• [Entries supplied]:
--- START ---

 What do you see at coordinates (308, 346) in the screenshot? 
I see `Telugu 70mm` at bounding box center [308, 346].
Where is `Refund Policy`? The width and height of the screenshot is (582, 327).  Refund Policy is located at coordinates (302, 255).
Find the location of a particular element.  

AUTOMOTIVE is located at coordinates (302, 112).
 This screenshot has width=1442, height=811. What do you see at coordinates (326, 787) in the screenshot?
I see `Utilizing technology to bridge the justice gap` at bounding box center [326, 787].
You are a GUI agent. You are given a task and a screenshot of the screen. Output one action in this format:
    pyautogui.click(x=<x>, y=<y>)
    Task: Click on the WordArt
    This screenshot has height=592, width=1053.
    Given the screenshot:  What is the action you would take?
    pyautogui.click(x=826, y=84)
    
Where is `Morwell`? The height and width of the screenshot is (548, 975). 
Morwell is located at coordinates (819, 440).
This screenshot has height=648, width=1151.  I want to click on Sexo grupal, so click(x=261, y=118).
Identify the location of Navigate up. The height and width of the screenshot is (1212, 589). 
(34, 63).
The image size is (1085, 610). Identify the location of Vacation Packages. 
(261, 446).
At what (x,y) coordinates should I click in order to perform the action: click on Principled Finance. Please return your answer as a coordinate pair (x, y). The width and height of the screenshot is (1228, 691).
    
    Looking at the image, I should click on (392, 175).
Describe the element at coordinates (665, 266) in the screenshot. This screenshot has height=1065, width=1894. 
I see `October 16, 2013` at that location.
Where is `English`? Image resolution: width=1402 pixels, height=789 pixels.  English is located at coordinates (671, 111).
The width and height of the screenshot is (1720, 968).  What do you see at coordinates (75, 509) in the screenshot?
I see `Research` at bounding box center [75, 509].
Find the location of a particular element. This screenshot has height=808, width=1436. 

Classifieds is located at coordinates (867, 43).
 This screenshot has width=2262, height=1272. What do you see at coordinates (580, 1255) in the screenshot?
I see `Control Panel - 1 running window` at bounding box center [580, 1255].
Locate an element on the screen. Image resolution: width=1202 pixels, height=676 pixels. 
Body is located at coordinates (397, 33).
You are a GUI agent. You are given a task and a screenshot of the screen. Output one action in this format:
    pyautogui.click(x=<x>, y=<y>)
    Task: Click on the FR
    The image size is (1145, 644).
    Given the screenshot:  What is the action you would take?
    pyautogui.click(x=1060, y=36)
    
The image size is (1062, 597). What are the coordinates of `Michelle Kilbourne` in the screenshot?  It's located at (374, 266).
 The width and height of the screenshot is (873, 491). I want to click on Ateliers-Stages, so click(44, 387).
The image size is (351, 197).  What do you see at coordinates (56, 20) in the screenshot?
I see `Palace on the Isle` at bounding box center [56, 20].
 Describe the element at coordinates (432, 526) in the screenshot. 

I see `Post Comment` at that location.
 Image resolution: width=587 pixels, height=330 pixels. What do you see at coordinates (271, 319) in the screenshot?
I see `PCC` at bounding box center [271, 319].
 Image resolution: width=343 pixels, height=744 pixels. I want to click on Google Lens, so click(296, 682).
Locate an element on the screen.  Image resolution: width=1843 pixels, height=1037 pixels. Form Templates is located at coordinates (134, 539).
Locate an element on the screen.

--- END ---

• [Exercise]:
Word for word, retype each record.

• [Exercise result]:
 What do you see at coordinates (308, 346) in the screenshot? 
I see `Telugu 70mm` at bounding box center [308, 346].
Where is `Refund Policy`? The width and height of the screenshot is (582, 327).  Refund Policy is located at coordinates (302, 255).
Find the location of a particular element.  

AUTOMOTIVE is located at coordinates (302, 112).
 This screenshot has width=1442, height=811. What do you see at coordinates (326, 787) in the screenshot?
I see `Utilizing technology to bridge the justice gap` at bounding box center [326, 787].
You are a GUI agent. You are given a task and a screenshot of the screen. Output one action in this format:
    pyautogui.click(x=<x>, y=<y>)
    Task: Click on the WordArt
    This screenshot has height=592, width=1053.
    Given the screenshot:  What is the action you would take?
    pyautogui.click(x=826, y=84)
    
Where is `Morwell`? The height and width of the screenshot is (548, 975). 
Morwell is located at coordinates (819, 440).
This screenshot has height=648, width=1151.  I want to click on Sexo grupal, so click(x=261, y=118).
Identify the location of Navigate up. The height and width of the screenshot is (1212, 589). 
(34, 63).
The image size is (1085, 610). Identify the location of Vacation Packages. 
(261, 446).
At what (x,y) coordinates should I click in order to perform the action: click on Principled Finance. Please return your answer as a coordinate pair (x, y). The width and height of the screenshot is (1228, 691).
    
    Looking at the image, I should click on (392, 175).
Describe the element at coordinates (665, 266) in the screenshot. This screenshot has height=1065, width=1894. 
I see `October 16, 2013` at that location.
Where is `English`? Image resolution: width=1402 pixels, height=789 pixels.  English is located at coordinates (671, 111).
The width and height of the screenshot is (1720, 968).  What do you see at coordinates (75, 509) in the screenshot?
I see `Research` at bounding box center [75, 509].
Find the location of a particular element. This screenshot has height=808, width=1436. 

Classifieds is located at coordinates (867, 43).
 This screenshot has width=2262, height=1272. What do you see at coordinates (580, 1255) in the screenshot?
I see `Control Panel - 1 running window` at bounding box center [580, 1255].
Locate an element on the screen. Image resolution: width=1202 pixels, height=676 pixels. 
Body is located at coordinates (397, 33).
You are a GUI agent. You are given a task and a screenshot of the screen. Output one action in this format:
    pyautogui.click(x=<x>, y=<y>)
    Task: Click on the FR
    The image size is (1145, 644).
    Given the screenshot:  What is the action you would take?
    pyautogui.click(x=1060, y=36)
    
The image size is (1062, 597). What are the coordinates of `Michelle Kilbourne` in the screenshot?  It's located at (374, 266).
 The width and height of the screenshot is (873, 491). I want to click on Ateliers-Stages, so click(44, 387).
The image size is (351, 197).  What do you see at coordinates (56, 20) in the screenshot?
I see `Palace on the Isle` at bounding box center [56, 20].
 Describe the element at coordinates (432, 526) in the screenshot. 

I see `Post Comment` at that location.
 Image resolution: width=587 pixels, height=330 pixels. What do you see at coordinates (271, 319) in the screenshot?
I see `PCC` at bounding box center [271, 319].
 Image resolution: width=343 pixels, height=744 pixels. I want to click on Google Lens, so click(296, 682).
Locate an element on the screen.  Image resolution: width=1843 pixels, height=1037 pixels. Form Templates is located at coordinates (134, 539).
Locate an element on the screen.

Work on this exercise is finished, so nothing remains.